>>>>

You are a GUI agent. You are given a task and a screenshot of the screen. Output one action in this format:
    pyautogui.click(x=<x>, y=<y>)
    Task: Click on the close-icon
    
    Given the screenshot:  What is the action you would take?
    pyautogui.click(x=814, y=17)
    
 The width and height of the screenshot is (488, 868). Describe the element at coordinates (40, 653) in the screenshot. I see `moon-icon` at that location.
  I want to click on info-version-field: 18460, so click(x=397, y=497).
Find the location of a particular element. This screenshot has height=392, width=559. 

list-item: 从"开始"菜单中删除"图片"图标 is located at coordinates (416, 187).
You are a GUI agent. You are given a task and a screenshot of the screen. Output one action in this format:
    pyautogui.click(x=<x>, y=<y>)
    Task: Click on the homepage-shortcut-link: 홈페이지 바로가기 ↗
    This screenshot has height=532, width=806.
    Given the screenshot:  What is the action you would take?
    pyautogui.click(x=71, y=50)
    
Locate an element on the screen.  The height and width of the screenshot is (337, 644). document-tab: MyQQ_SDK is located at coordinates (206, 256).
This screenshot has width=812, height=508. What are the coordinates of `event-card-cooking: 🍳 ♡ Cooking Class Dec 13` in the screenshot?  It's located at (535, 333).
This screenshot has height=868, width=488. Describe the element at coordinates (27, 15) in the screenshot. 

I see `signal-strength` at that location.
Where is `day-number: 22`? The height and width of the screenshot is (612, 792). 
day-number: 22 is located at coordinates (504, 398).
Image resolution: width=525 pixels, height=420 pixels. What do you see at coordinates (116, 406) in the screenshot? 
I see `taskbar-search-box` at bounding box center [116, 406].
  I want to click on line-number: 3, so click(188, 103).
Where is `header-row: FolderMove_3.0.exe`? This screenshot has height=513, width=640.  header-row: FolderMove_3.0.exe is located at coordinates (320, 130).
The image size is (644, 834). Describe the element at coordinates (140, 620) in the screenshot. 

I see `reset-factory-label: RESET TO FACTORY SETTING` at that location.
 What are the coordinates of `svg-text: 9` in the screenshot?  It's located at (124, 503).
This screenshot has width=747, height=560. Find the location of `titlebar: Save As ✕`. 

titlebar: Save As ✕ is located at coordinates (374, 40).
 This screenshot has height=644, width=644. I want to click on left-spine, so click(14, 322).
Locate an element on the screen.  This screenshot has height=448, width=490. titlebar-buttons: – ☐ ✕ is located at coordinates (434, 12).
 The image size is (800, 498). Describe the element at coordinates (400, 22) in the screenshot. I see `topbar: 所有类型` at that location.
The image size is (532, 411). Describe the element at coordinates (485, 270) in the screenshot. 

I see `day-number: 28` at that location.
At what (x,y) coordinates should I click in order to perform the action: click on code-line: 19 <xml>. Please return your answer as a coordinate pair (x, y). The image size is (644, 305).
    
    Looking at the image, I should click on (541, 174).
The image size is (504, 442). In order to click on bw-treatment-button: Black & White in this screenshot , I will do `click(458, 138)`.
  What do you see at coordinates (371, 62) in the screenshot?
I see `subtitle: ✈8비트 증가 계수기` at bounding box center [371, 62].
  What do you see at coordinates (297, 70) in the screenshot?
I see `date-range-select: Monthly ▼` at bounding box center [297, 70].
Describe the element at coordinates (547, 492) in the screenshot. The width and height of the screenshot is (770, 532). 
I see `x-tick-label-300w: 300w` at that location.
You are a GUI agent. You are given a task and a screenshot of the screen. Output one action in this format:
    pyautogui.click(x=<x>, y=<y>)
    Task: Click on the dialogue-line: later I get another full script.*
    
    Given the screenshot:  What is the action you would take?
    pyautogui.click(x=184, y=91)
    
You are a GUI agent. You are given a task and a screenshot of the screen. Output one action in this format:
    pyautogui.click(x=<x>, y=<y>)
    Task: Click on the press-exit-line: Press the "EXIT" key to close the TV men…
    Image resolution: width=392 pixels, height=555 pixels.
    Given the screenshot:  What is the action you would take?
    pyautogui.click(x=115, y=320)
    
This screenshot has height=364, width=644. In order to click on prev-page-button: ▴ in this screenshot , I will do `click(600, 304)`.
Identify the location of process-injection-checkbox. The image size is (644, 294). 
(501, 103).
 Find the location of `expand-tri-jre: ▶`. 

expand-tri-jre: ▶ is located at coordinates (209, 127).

<<<<

▶ [TASK REQUIREMENTS]: Return the lines above exactly, keeping every word.

▶ [THE ANSWER]:
You are a GUI agent. You are given a task and a screenshot of the screen. Output one action in this format:
    pyautogui.click(x=<x>, y=<y>)
    Task: Click on the close-icon
    
    Given the screenshot:  What is the action you would take?
    pyautogui.click(x=814, y=17)
    
 The width and height of the screenshot is (488, 868). Describe the element at coordinates (40, 653) in the screenshot. I see `moon-icon` at that location.
  I want to click on info-version-field: 18460, so click(x=397, y=497).
Find the location of a particular element. This screenshot has height=392, width=559. 

list-item: 从"开始"菜单中删除"图片"图标 is located at coordinates (416, 187).
You are a GUI agent. You are given a task and a screenshot of the screen. Output one action in this format:
    pyautogui.click(x=<x>, y=<y>)
    Task: Click on the homepage-shortcut-link: 홈페이지 바로가기 ↗
    This screenshot has height=532, width=806.
    Given the screenshot:  What is the action you would take?
    pyautogui.click(x=71, y=50)
    
Locate an element on the screen.  The height and width of the screenshot is (337, 644). document-tab: MyQQ_SDK is located at coordinates (206, 256).
This screenshot has width=812, height=508. What are the coordinates of `event-card-cooking: 🍳 ♡ Cooking Class Dec 13` in the screenshot?  It's located at (535, 333).
This screenshot has height=868, width=488. Describe the element at coordinates (27, 15) in the screenshot. 

I see `signal-strength` at that location.
Where is `day-number: 22`? The height and width of the screenshot is (612, 792). 
day-number: 22 is located at coordinates (504, 398).
Image resolution: width=525 pixels, height=420 pixels. What do you see at coordinates (116, 406) in the screenshot? 
I see `taskbar-search-box` at bounding box center [116, 406].
  I want to click on line-number: 3, so click(188, 103).
Where is `header-row: FolderMove_3.0.exe`? This screenshot has height=513, width=640.  header-row: FolderMove_3.0.exe is located at coordinates (320, 130).
The image size is (644, 834). Describe the element at coordinates (140, 620) in the screenshot. 

I see `reset-factory-label: RESET TO FACTORY SETTING` at that location.
 What are the coordinates of `svg-text: 9` in the screenshot?  It's located at (124, 503).
This screenshot has width=747, height=560. Find the location of `titlebar: Save As ✕`. 

titlebar: Save As ✕ is located at coordinates (374, 40).
 This screenshot has height=644, width=644. I want to click on left-spine, so click(14, 322).
Locate an element on the screen.  This screenshot has height=448, width=490. titlebar-buttons: – ☐ ✕ is located at coordinates (434, 12).
 The image size is (800, 498). Describe the element at coordinates (400, 22) in the screenshot. I see `topbar: 所有类型` at that location.
The image size is (532, 411). Describe the element at coordinates (485, 270) in the screenshot. 

I see `day-number: 28` at that location.
At what (x,y) coordinates should I click in order to perform the action: click on code-line: 19 <xml>. Please return your answer as a coordinate pair (x, y). The image size is (644, 305).
    
    Looking at the image, I should click on (541, 174).
The image size is (504, 442). In order to click on bw-treatment-button: Black & White in this screenshot , I will do `click(458, 138)`.
  What do you see at coordinates (371, 62) in the screenshot?
I see `subtitle: ✈8비트 증가 계수기` at bounding box center [371, 62].
  What do you see at coordinates (297, 70) in the screenshot?
I see `date-range-select: Monthly ▼` at bounding box center [297, 70].
Describe the element at coordinates (547, 492) in the screenshot. The width and height of the screenshot is (770, 532). 
I see `x-tick-label-300w: 300w` at that location.
You are a GUI agent. You are given a task and a screenshot of the screen. Output one action in this format:
    pyautogui.click(x=<x>, y=<y>)
    Task: Click on the dialogue-line: later I get another full script.*
    
    Given the screenshot:  What is the action you would take?
    pyautogui.click(x=184, y=91)
    
You are a GUI agent. You are given a task and a screenshot of the screen. Output one action in this format:
    pyautogui.click(x=<x>, y=<y>)
    Task: Click on the press-exit-line: Press the "EXIT" key to close the TV men…
    Image resolution: width=392 pixels, height=555 pixels.
    Given the screenshot:  What is the action you would take?
    pyautogui.click(x=115, y=320)
    
This screenshot has height=364, width=644. In order to click on prev-page-button: ▴ in this screenshot , I will do `click(600, 304)`.
Identify the location of process-injection-checkbox. The image size is (644, 294). 
(501, 103).
 Find the location of `expand-tri-jre: ▶`. 

expand-tri-jre: ▶ is located at coordinates (209, 127).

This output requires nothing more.